Introduction to inkaR

Overview

The inkaR package provides a modern, user-friendly interface to access statistical data from the BBSR INKAR database (Indikatoren und Karten zur Raum- und Stadtentwicklung).

Key features include: - Easy Data Access: Download data using simple IDs or short codes. - Bilingual Support: Work with metadata in German (default) or English. - Offline Search: Quickly find indicators without needing to query the API repeatedly. - Direct Export: Save data directly to CSV files matching your workflow.

Installation

You can install the package from your local source or GitHub:

# If installing from local source
devtools::install()
library(inkaR)

1. Finding Indicators

The INKAR database contains hundreds of indicators. inkaR provides tools to find what you need.

List All Indicators

To see a sortable, searchable list of all available indicators:

# Opens a viewer in RStudio
view_indicators()

# View English metadata
view_indicators(lang = "en")

Search by Text

If you are looking for a specific topic, like “GDP” or “Population”:

# Search in English names/descriptions
search_indicators("GDP", lang = "en")

# Search in German (default)
search_indicators("Arbeitslosigkeit")

The search results includes the ID (Shortname) and M_ID which you will need to download data.

2. Downloading Data

Use get_inkar_data() to fetch statistics. You need: 1. variable: The indicator ID (e.g., “011” for GDP). 2. level: The spatial level (e.g., “KRE” for Districts/Kreise).

Basic Download

# Download GDP (011) for Districts (KRE) for the latest available year
df <- get_inkar_data("011", level = "KRE")
head(df)

Specifying Years

You can request a specific year or a range of years:

# Single year
df_2021 <- get_inkar_data("011", level = "KRE", year = 2021)

# Year range
df_range <- get_inkar_data("011", level = "KRE", year = 2015:2020)

Bilingual Output

By default, column names are in German (matching the original source). You can switch to English:

df_en <- get_inkar_data("011", level = "KRE", lang = "en")
# Columns: region_id, region_name, indicator_name, year, value

3. Exporting Data

You can save the retrieved data directly to a CSV file. The filename is automatically generated based on the indicator name, level, and timestamp.

# Download and save immediately
get_inkar_data("011", level = "KRE", csv = TRUE, export_dir = tempdir())

# Output: Data saved to: inkar_011_KRE_Bruttoinlandsprodukt_....csv

4. Mapping Data (Geospatial Integration)

inkaR includes a built-in wrapper to easily visualize regional data on German administrative maps using the ggplot2, sf, and geodata packages.

If you have those packages installed, you can map Kreise (Districts) or Länder (States) with a single command:

# Download GDP for Kreise
df <- get_inkar_data("011", level = "KRE", year = 2021)

# Plot the data on a map
plot_inkar(df)

Note: plot_inkar() automatically downloads high-quality polygon boundaries from the GADM database on the first run and joins them to your INKAR data using the Kennziffer IDs.

5. Advanced Features & Architecture

inkaR uses advanced engineering to ensure the package is exceptionally fast and resilient:

  1. Persistent Disk Caching (tools::R_user_dir) The INKAR API can take 15+ seconds to resolve the spatial dimensions (SelectLevel) for a complex indicator (e.g. GDP). inkaR queries the API once and caches the configuration to your hard drive permanently. Future R sessions will read this disk-cache in < 0.1 seconds. Caches expire every 24 hours automatically. You can manually reset it using clear_inkar_cache().
  2. Parallel Probing (httr2::req_perform_parallel) When inkaR queries spatial levels from the server, it dispatches 6 asynchronous requests simultaneously. This concurrent approach slashes wait times from 15 seconds down to under 2 seconds.
  3. Offline Resiliency (httptest2) The entire test suite (testthat) is fully mocked using httptest2. Tests will pass reliably in offline environments (like strict CI/CD servers or airplanes) without depending on the fragile INKAR backend.

Reference: Spatial Levels

Common spatial levels include: - KRE: Districts (Kreise / Kreisfreie Städte) - GEM: Municipalities (Gemeinden) - ROR: Spatial Planning Regions (Raumordnungsregionen) - BLD: Federal States (Bundesländer) - BND: Federal Territory (Bund)

Use get_geographies() to see all available levels.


◆ **Exercise instructions**
Leave out the pictures and retype all the entries below exactly.

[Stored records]
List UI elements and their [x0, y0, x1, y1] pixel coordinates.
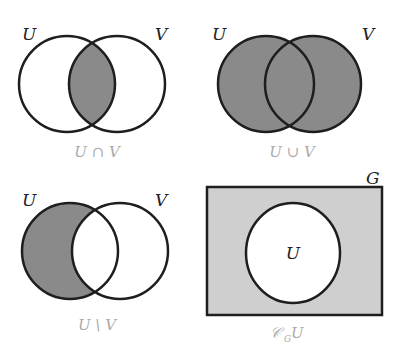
union-caption: U ∪ V — [269, 143, 317, 161]
complement-symbol: 𝒞 — [270, 324, 285, 342]
difference-caption: U \ V — [78, 316, 118, 334]
set-v-label: V — [362, 24, 376, 44]
complement-panel: G U 𝒞 G U — [207, 168, 382, 344]
union-panel: U V U ∪ V — [212, 24, 376, 161]
difference-panel: U V U \ V — [22, 190, 169, 334]
complement-set: U — [291, 324, 305, 342]
set-u-label: U — [212, 24, 227, 44]
set-u-label: U — [22, 190, 37, 210]
set-operations-diagram: U V U ∩ V U V U ∪ V U V U \ V G U 𝒞 G U — [0, 0, 403, 356]
complement-caption: 𝒞 G U — [270, 324, 305, 344]
set-u-label: U — [22, 24, 37, 44]
set-v-label: V — [155, 190, 169, 210]
set-u-label: U — [286, 243, 301, 263]
set-v-label: V — [155, 24, 169, 44]
intersection-caption: U ∩ V — [74, 143, 122, 161]
intersection-panel: U V U ∩ V — [19, 24, 169, 161]
universe-label: G — [366, 168, 380, 188]
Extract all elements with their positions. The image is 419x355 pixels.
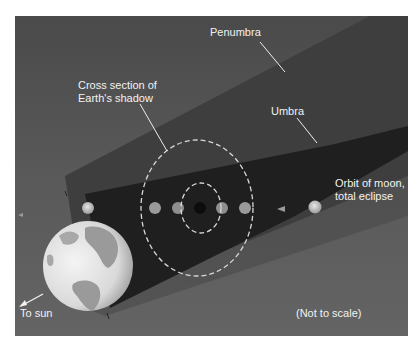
umbra-label: Umbra: [271, 105, 304, 118]
diagram-canvas: [15, 16, 408, 336]
penumbra-label: Penumbra: [210, 26, 261, 39]
cross-section-label: Cross section of Earth's shadow: [78, 79, 157, 105]
orbit-label: Orbit of moon, total eclipse: [335, 177, 405, 203]
not-to-scale-label: (Not to scale): [296, 307, 361, 320]
eclipse-diagram: Penumbra Cross section of Earth's shadow…: [15, 16, 408, 336]
moon-umbra-2: [172, 202, 184, 214]
moon-umbra-4: [239, 202, 251, 214]
moon-partial-1: [82, 202, 94, 214]
moon-totality: [194, 202, 206, 214]
moon-outside: [309, 201, 322, 214]
moon-umbra-3: [216, 202, 228, 214]
moon-umbra-1: [149, 202, 161, 214]
to-sun-label: To sun: [20, 307, 52, 320]
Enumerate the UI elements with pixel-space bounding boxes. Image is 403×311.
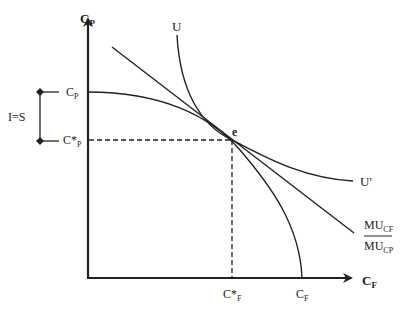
indifference-curve-label-end: U' bbox=[360, 174, 372, 189]
tangent-slope-label: MUCF MUCP bbox=[364, 218, 394, 255]
investment-savings-bracket bbox=[36, 88, 59, 145]
indifference-curve bbox=[177, 35, 353, 181]
svg-text:MUCF: MUCF bbox=[364, 218, 394, 234]
x-tick-optimal-label: C*F bbox=[223, 287, 242, 303]
y-axis-label: CP bbox=[80, 11, 95, 28]
y-tick-max-label: CP bbox=[66, 85, 79, 101]
ppf-curve bbox=[88, 92, 302, 278]
equilibrium-point-label: e bbox=[232, 125, 238, 139]
svg-text:MUCP: MUCP bbox=[364, 239, 394, 255]
y-tick-optimal-label: C*P bbox=[63, 133, 82, 149]
indifference-curve-label-top: U bbox=[172, 19, 182, 34]
x-tick-max-label: CF bbox=[296, 287, 309, 303]
x-axis-label: CF bbox=[362, 273, 377, 290]
bracket-label: I=S bbox=[8, 110, 25, 124]
diagram-canvas: CP CF e U U' MUCF MUCP CP C*P I=S bbox=[0, 0, 403, 311]
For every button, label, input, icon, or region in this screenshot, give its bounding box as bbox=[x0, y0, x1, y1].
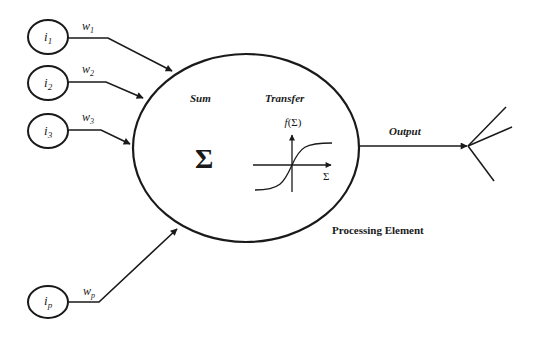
output-label: Output bbox=[389, 125, 422, 137]
sigmoid-curve bbox=[255, 143, 332, 190]
neuron-diagram: i1 i2 i3 ip w1 w2 w3 wp Sum Transfer Σ f… bbox=[0, 0, 536, 340]
transfer-function-plot: f(Σ) Σ bbox=[253, 116, 332, 192]
sum-symbol: Σ bbox=[195, 143, 213, 174]
connection-w3: w3 bbox=[68, 110, 130, 144]
output-connection: Output bbox=[359, 125, 467, 146]
transfer-axis-label: Σ bbox=[323, 170, 329, 182]
output-fan bbox=[468, 107, 512, 181]
weight-label-2: w2 bbox=[82, 62, 94, 78]
weight-label-3: w3 bbox=[82, 110, 94, 126]
weight-label-1: w1 bbox=[82, 19, 94, 35]
input-label-p: ip bbox=[44, 293, 53, 310]
input-node-3: i3 bbox=[28, 114, 68, 148]
transfer-label: Transfer bbox=[265, 92, 305, 104]
processing-element-label: Processing Element bbox=[332, 224, 424, 236]
connection-w2: w2 bbox=[68, 62, 143, 98]
input-node-p: ip bbox=[28, 286, 68, 318]
input-node-1: i1 bbox=[28, 20, 68, 54]
transfer-fn-label: f(Σ) bbox=[285, 116, 302, 129]
weight-label-p: wp bbox=[83, 284, 95, 300]
input-node-2: i2 bbox=[28, 66, 68, 100]
input-label-1: i1 bbox=[44, 29, 52, 46]
input-label-2: i2 bbox=[44, 75, 53, 92]
sum-label: Sum bbox=[190, 92, 211, 104]
processing-element-ellipse bbox=[133, 54, 359, 242]
input-label-3: i3 bbox=[44, 123, 53, 140]
connection-wp: wp bbox=[68, 229, 177, 302]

◆ **Result of this task**
List UI elements and their [x0, y0, x1, y1] pixel coordinates.
union-caption: U ∪ V — [269, 143, 317, 161]
complement-symbol: 𝒞 — [270, 324, 285, 342]
difference-caption: U \ V — [78, 316, 118, 334]
set-v-label: V — [362, 24, 376, 44]
complement-panel: G U 𝒞 G U — [207, 168, 382, 344]
union-panel: U V U ∪ V — [212, 24, 376, 161]
difference-panel: U V U \ V — [22, 190, 169, 334]
complement-set: U — [291, 324, 305, 342]
set-u-label: U — [212, 24, 227, 44]
set-u-label: U — [22, 190, 37, 210]
set-operations-diagram: U V U ∩ V U V U ∪ V U V U \ V G U 𝒞 G U — [0, 0, 403, 356]
complement-caption: 𝒞 G U — [270, 324, 305, 344]
set-u-label: U — [22, 24, 37, 44]
set-v-label: V — [155, 190, 169, 210]
set-u-label: U — [286, 243, 301, 263]
set-v-label: V — [155, 24, 169, 44]
intersection-caption: U ∩ V — [74, 143, 122, 161]
intersection-panel: U V U ∩ V — [19, 24, 169, 161]
universe-label: G — [366, 168, 380, 188]
Extract all elements with their positions. The image is 419x355 pixels.
umbra-label: Umbra: [271, 105, 304, 118]
diagram-canvas: [15, 16, 408, 336]
penumbra-label: Penumbra: [210, 26, 261, 39]
cross-section-label: Cross section of Earth's shadow: [78, 79, 157, 105]
orbit-label: Orbit of moon, total eclipse: [335, 177, 405, 203]
not-to-scale-label: (Not to scale): [296, 307, 361, 320]
eclipse-diagram: Penumbra Cross section of Earth's shadow…: [15, 16, 408, 336]
moon-umbra-2: [172, 202, 184, 214]
moon-umbra-4: [239, 202, 251, 214]
moon-partial-1: [82, 202, 94, 214]
moon-totality: [194, 202, 206, 214]
moon-outside: [309, 201, 322, 214]
moon-umbra-3: [216, 202, 228, 214]
moon-umbra-1: [149, 202, 161, 214]
to-sun-label: To sun: [20, 307, 52, 320]
Enumerate the UI elements with pixel-space bounding boxes. Image is 403×311.
indifference-curve-label-end: U' bbox=[360, 174, 372, 189]
tangent-slope-label: MUCF MUCP bbox=[364, 218, 394, 255]
investment-savings-bracket bbox=[36, 88, 59, 145]
indifference-curve bbox=[177, 35, 353, 181]
svg-text:MUCF: MUCF bbox=[364, 218, 394, 234]
x-tick-optimal-label: C*F bbox=[223, 287, 242, 303]
y-axis-label: CP bbox=[80, 11, 95, 28]
y-tick-max-label: CP bbox=[66, 85, 79, 101]
ppf-curve bbox=[88, 92, 302, 278]
equilibrium-point-label: e bbox=[232, 125, 238, 139]
svg-text:MUCP: MUCP bbox=[364, 239, 394, 255]
y-tick-optimal-label: C*P bbox=[63, 133, 82, 149]
indifference-curve-label-top: U bbox=[172, 19, 182, 34]
x-tick-max-label: CF bbox=[296, 287, 309, 303]
x-axis-label: CF bbox=[362, 273, 377, 290]
bracket-label: I=S bbox=[8, 110, 25, 124]
diagram-canvas: CP CF e U U' MUCF MUCP CP C*P I=S bbox=[0, 0, 403, 311]
For every button, label, input, icon, or region in this screenshot, give its bounding box as bbox=[x0, y0, x1, y1].
output-label: Output bbox=[389, 125, 422, 137]
sigmoid-curve bbox=[255, 143, 332, 190]
neuron-diagram: i1 i2 i3 ip w1 w2 w3 wp Sum Transfer Σ f… bbox=[0, 0, 536, 340]
transfer-function-plot: f(Σ) Σ bbox=[253, 116, 332, 192]
sum-symbol: Σ bbox=[195, 143, 213, 174]
connection-w3: w3 bbox=[68, 110, 130, 144]
output-connection: Output bbox=[359, 125, 467, 146]
transfer-axis-label: Σ bbox=[323, 170, 329, 182]
output-fan bbox=[468, 107, 512, 181]
weight-label-2: w2 bbox=[82, 62, 94, 78]
weight-label-3: w3 bbox=[82, 110, 94, 126]
weight-label-1: w1 bbox=[82, 19, 94, 35]
input-label-p: ip bbox=[44, 293, 53, 310]
input-node-3: i3 bbox=[28, 114, 68, 148]
transfer-label: Transfer bbox=[265, 92, 305, 104]
processing-element-label: Processing Element bbox=[332, 224, 424, 236]
connection-w2: w2 bbox=[68, 62, 143, 98]
input-node-p: ip bbox=[28, 286, 68, 318]
input-node-1: i1 bbox=[28, 20, 68, 54]
transfer-fn-label: f(Σ) bbox=[285, 116, 302, 129]
weight-label-p: wp bbox=[83, 284, 95, 300]
input-node-2: i2 bbox=[28, 66, 68, 100]
input-label-1: i1 bbox=[44, 29, 52, 46]
input-label-2: i2 bbox=[44, 75, 53, 92]
sum-label: Sum bbox=[190, 92, 211, 104]
processing-element-ellipse bbox=[133, 54, 359, 242]
input-label-3: i3 bbox=[44, 123, 53, 140]
connection-wp: wp bbox=[68, 229, 177, 302]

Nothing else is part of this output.